Donald Trump is getting a little help, but not from his friends.

A Midtown deli is soliciting “donations” for a “Mexican Wall Foundation,” using the bombastically coiffed presidential candidate’s anti-immigration statements to gin up more tips from customers.

So far, The Donald has been making big bucks for the mostly Latino staff of the shop, according to its manager, who said tips have doubled since he put the sign on the tip jar last week.

“People love it,” said Felipe Ortega, who runs Mike’s Coffee and Deli at 44 E. 32nd St. between Park and Madison avenues. “Everyone thinks it’s funny, because the guy’s a joke anyway.”

The coffee stand appeared to be doing a brisk business on Friday morning, but in recent weeks tips had not been coming in as much as Ortega wanted, so he decided to get creative and poke fun at political positions he finds offensive at the same time.

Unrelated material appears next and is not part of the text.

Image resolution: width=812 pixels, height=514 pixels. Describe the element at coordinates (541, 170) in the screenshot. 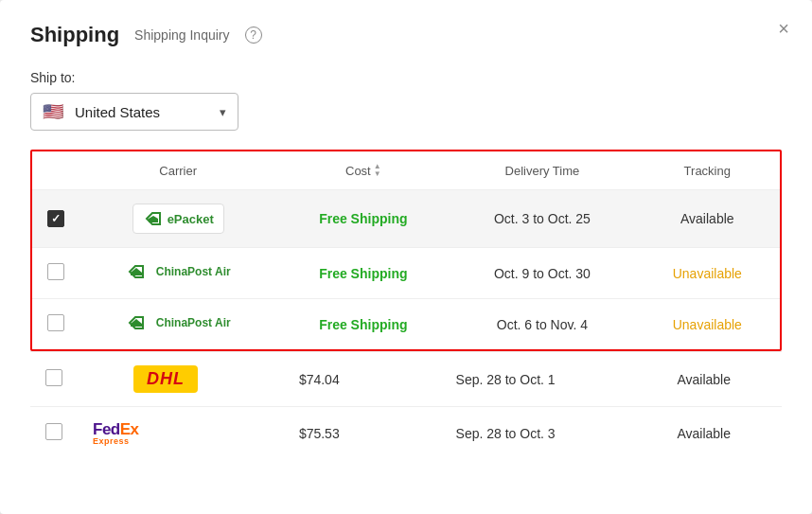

Trump has emerged as an early Republican frontrunner in the 2016 presidential race by running on an aggressively populist platform, much of which has focused on the perceived harm done to America by undocumented immigrants. That included a proposal to deport millions of immigrants back to their home countries and force Mexico to pay for a wall along its border with the United States.

"He says he wants us to pay for a border wall, so I thought we would help him out," Ortega said.

The final straw for Ortega came when Trump’s security guards ejected Univision anchor Jorge Ramos from an Aug. 25 press conference after Ramos asked the tycoon a pointed question about the logistics of his deportation plan.

“Trump is really against me and my people,” said Ortega, who came to the United States from Mexico in 1991. “He wants attention, and this is the only way he can get it.”

Ortega, who scoffed at the prospect of Trump winning the race, pointed out a pragmatic drawback to a mass deportation of Latinos in a city with a large Hispanic workforce and an insatiable thirst for caffeine. 

“No one would be able to get a cup of coffee anywhere,” he said.